View Article and Find Full Text PDFCurr Med Imaging
January 2025
Department of Radiology, Obstetrics and Gynecology Hospital, Fudan University, Shanghai, P.R.China.
Objectives: The objective of this study was to summarize the findings of children's intracranial congenital or developmental malformations found during imaging procedures in the Tibetan plateau.
Methods: We retrospectively reviewed the imaging data of the suspected patients who presented with the central nervous system (CNS) malformations and were enrolled either through the clinic or after ultrasound examinations between June 2019 and June 2023 in our institution. All imaging data were interpreted by two experienced radiologists through consensus reading.
Dig Dis Sci
November 2024
Department of Gastroenterology, Abdominal Centre, Helsinki University Hospital HUS, University of Helsinki, POB 340, 00029 HUS, Helsinki, Finland.
Acad Radiol
September 2024
Department of Radiology, Indiana University School of Medicine, 702 North Barnhill Drive, Room 1053, Indianapolis, Indiana 46202, USA. Electronic address:
Lancet Digit Health
August 2024
Australian Institute for Machine Learning, University of Adelaide, Adelaide, SA, Australia.

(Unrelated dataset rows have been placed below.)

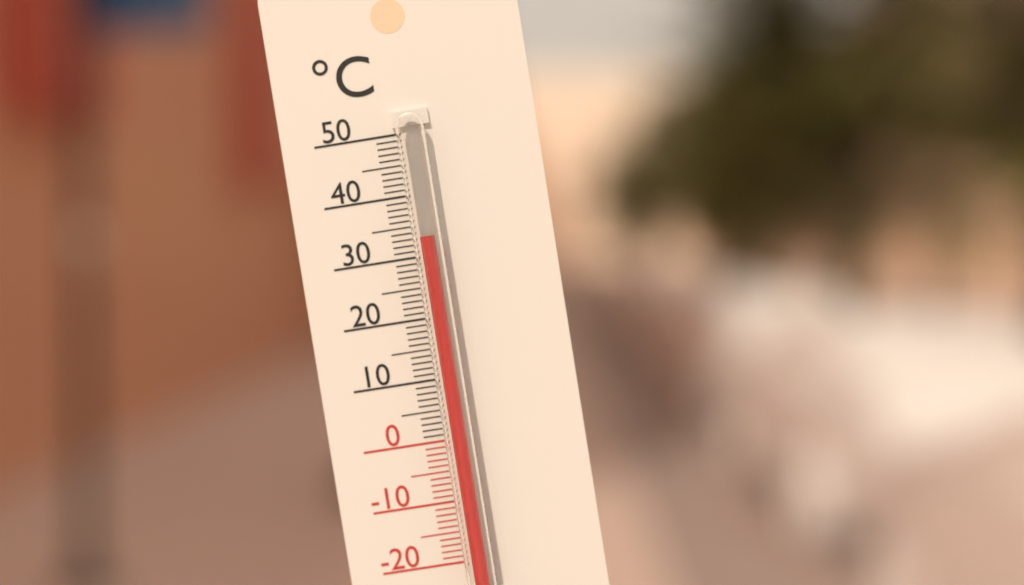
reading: 33 °C
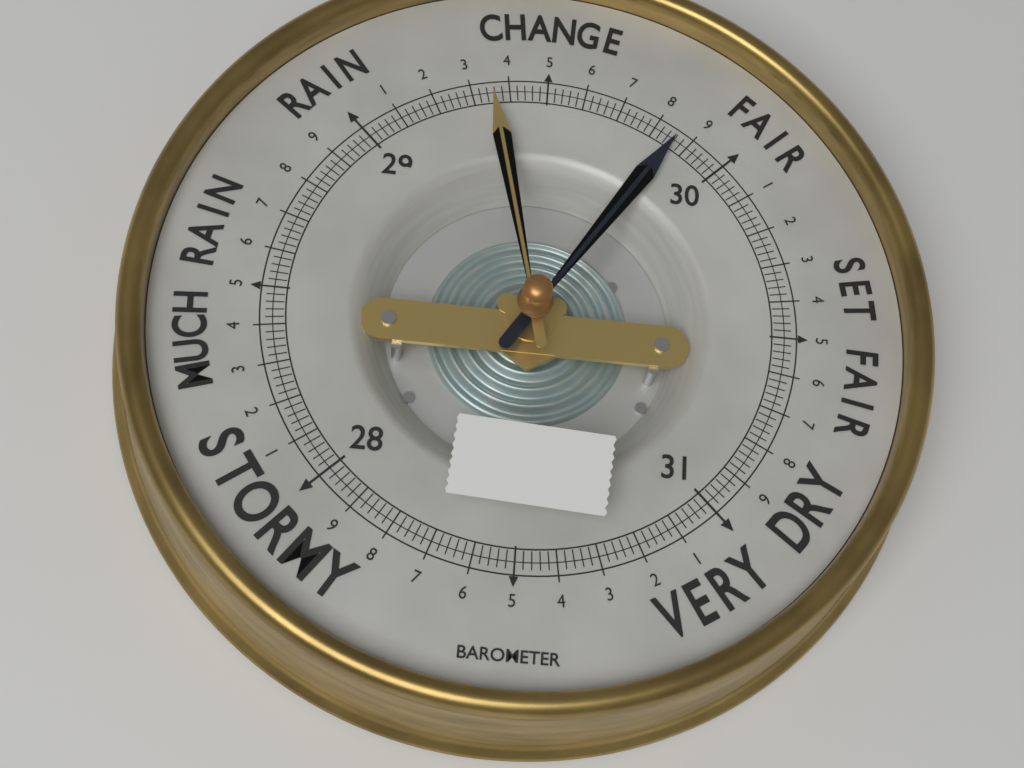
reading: 29.86 (no unit)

The development and commercialisation of medical decision systems based on artificial intelligence (AI) far outpaces our understanding of their value for clinicians. Although applicable across many forms of medicine, we focus on characterising the diagnostic decisions of radiologists through the concept of ecologically bounded reasoning, review the differences between clinician decision making and medical AI model decision making, and reveal how these differences pose fundamental challenges for integrating AI into radiology. We argue that clinicians are contextually motivated, mentally resourceful decision makers, whereas AI models are contextually stripped, correlational decision makers, and discuss misconceptions about clinician-AI interaction stemming from this misalignment of capabilities.